Passing by the bar, Dr. Nassiri noticed open, half-empty liquor bottles, dirty footprints on the carpet, and several dishes on the floor. He snuck a glance behind the bar, and it looked as if an entire row of bottles had been dropped onto the tile floor, leaving shattered glass everywhere.
“Animals,” he muttered to himself. The last thing he wanted was have to babysit two grown men, men upon whom he had to depend. With dread in his step, he headed for the back deck where, sure enough, he found Youssef and Jonah exactly where he’d left them, spent cigars surrounding their sleeping forms as they baked in the African sun. Right then and there, he decided he would have to have a very serious conversation with his uncle regarding Youssef’s future as soon as they got home. Something would have to change if his cousin was to ever make anything of himself.
Charles Bettencourt stood at the corner of his office, observing but not enjoying the most spectacular view in the city. He’d summoned his chief of security more than thirty minutes ago, and he still hadn’t shown himself or reported in. Charles hated being kept waiting. There was no good reason — or for that matter, way — to disappear in a nation measuring just a few city blocks.
The elevator doors chimed in the far end of the room, and he turned as the doors slid open and out stumbled a very drunk Colonel Westmoreland. To his supreme displeasure, Charles observed that the mercenary had not bothered to remove the live grenades from his vest.
“You ever run a business?” asked Charles, disgust lacing his voice. “Was there ever a little bald-headed Colonel Westmoreland running the world’s angriest lemonade stand in suburban Topeka, or wherever the fuck you’re from?”
“I did lawns,” answered the colonel, returning the smirk.
“What?”
“Lawns,” said Westmoreland. “I mowed lawns. Pulled weeds.”
“And if some other kid came sniffing around your customers?”
“I’d beat the shit out of him.”
“Doctor Hassan Nassiri is sniffing around my business, and he doesn’t even have the respect to do it in a ship that belongs to him. If I’d been able to reach the owner of the Conquerer I’d have given him an opportunity to buy his yacht back and deal with the hijackers personally. As it is—”
“What do you want me to do?” asked the colonel.
“Kill them,” Charles said. “Preferably before the Conglomerate catches wind. If the Conglomerate thinks Anconia is compromised, they’re going to start dropping bodies.”
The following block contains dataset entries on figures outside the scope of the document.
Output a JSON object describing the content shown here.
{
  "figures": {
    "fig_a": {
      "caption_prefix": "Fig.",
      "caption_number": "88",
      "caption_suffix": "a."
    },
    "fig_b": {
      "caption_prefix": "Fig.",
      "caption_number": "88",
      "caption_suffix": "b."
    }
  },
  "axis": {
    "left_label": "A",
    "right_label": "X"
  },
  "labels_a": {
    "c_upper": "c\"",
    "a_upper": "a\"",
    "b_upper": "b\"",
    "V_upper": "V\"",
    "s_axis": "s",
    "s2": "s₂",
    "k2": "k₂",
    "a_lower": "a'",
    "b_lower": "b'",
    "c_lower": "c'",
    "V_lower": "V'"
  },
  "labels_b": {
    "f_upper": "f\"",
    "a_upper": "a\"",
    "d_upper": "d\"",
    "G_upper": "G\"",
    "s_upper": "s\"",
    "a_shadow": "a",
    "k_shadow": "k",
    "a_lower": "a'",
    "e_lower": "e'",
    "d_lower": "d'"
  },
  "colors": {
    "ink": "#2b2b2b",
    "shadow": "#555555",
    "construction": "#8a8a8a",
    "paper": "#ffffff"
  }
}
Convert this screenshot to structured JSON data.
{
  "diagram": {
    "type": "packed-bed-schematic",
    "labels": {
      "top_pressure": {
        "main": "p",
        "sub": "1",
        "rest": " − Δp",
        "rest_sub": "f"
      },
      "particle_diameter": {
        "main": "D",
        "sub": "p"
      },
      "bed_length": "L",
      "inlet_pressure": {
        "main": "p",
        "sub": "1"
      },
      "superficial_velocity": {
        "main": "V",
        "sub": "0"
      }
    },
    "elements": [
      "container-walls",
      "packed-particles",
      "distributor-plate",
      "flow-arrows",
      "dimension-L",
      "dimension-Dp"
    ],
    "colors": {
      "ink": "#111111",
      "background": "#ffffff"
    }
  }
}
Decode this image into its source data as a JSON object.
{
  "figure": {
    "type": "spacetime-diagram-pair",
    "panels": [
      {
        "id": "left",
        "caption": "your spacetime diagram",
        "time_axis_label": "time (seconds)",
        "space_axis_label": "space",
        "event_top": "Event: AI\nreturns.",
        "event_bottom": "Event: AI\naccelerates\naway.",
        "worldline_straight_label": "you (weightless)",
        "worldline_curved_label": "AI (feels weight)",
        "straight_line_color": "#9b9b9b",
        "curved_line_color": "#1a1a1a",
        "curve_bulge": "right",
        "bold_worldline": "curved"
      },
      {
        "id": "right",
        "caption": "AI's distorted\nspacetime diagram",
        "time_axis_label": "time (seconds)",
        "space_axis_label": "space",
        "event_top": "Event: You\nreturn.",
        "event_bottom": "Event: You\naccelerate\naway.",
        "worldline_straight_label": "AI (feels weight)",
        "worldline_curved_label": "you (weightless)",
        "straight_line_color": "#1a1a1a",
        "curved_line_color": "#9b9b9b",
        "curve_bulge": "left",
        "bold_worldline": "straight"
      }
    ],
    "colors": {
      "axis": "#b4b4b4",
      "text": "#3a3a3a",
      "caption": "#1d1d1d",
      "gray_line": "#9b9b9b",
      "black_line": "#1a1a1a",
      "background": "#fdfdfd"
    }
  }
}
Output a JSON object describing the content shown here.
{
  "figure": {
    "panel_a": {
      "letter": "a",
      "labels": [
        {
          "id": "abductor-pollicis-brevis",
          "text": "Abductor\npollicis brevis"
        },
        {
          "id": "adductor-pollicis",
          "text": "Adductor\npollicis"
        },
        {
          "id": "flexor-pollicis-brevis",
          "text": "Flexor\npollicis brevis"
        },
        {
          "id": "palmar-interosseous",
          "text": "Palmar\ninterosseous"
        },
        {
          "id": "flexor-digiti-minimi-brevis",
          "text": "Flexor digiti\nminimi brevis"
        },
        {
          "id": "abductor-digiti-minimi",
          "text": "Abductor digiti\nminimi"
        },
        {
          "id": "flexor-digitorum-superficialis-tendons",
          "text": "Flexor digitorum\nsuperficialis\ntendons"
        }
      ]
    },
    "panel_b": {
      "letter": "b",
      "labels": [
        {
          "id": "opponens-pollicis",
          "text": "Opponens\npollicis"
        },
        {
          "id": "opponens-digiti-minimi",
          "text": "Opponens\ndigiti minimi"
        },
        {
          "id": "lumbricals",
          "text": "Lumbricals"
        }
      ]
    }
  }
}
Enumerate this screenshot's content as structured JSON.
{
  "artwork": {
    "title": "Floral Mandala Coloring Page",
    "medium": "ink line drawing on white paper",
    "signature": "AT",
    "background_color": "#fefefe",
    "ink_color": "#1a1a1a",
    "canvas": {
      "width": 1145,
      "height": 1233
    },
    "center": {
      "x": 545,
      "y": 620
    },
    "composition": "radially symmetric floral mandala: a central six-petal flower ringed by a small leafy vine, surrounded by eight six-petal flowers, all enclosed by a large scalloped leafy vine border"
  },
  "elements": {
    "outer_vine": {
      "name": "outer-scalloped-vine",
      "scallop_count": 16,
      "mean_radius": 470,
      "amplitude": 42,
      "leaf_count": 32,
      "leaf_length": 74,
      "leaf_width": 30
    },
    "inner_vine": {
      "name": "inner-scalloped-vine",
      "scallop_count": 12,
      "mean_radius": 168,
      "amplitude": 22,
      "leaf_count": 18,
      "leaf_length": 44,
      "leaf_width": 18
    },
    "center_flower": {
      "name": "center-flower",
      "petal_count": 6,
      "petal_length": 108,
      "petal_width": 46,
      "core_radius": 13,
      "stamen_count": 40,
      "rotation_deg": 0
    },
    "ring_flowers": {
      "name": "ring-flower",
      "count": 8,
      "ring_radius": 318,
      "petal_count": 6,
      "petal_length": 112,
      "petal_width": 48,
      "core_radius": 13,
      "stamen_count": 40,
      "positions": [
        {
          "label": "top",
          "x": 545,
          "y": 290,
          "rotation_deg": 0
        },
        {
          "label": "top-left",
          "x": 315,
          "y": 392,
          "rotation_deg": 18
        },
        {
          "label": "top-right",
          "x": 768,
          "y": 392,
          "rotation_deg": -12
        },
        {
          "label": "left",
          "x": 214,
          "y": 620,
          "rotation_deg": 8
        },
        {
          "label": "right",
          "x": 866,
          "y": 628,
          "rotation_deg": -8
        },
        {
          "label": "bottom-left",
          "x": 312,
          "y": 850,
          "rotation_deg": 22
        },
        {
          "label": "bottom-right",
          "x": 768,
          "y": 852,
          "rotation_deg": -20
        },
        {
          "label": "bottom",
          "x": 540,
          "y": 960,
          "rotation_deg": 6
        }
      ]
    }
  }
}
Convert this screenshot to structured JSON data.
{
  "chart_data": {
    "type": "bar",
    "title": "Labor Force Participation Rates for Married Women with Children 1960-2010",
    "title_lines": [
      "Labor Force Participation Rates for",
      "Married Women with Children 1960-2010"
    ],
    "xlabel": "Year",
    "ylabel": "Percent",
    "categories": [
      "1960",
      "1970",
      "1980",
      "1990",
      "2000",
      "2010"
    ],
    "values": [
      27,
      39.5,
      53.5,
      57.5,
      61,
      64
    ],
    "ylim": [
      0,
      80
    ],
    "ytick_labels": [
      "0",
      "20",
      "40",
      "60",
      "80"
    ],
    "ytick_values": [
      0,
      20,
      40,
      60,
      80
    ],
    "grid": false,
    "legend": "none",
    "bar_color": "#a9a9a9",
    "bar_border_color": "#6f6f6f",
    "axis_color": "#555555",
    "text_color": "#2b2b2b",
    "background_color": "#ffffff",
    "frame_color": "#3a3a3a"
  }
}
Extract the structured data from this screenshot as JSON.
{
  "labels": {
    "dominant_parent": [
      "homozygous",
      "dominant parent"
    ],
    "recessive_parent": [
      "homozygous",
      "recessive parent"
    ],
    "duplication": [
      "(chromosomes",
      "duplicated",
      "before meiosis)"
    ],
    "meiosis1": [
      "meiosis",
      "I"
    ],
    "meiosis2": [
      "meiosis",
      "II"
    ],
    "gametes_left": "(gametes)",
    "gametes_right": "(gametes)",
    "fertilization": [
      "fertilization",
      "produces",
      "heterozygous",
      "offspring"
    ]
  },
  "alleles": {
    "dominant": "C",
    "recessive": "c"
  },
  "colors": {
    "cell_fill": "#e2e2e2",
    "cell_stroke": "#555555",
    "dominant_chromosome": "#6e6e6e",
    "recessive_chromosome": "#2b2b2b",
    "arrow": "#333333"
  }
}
“How do you want it done?”
“They’re about to leave Anconia Island in an attempt to retrieve the data from Professor Fatima Nassiri’s aircraft. Put the ship and crew on the bottom. Make it look like pirates.”
CHAPTER 8
Alexis scanned the control panels of the Fool’s Errand’s engine room. Green across the board. A true rarity for an engine room so complex. The humming Purcell engines were finicky at best, demanding the same exacting attention as a fussy derby stallion. Take your eyes off them for too long, and, well, something was bound to go wrong. Even the wrong toned hum in one of the turbines could mean the system was about to throw a blade, leaving them dead in the water. But for now, all was in working order.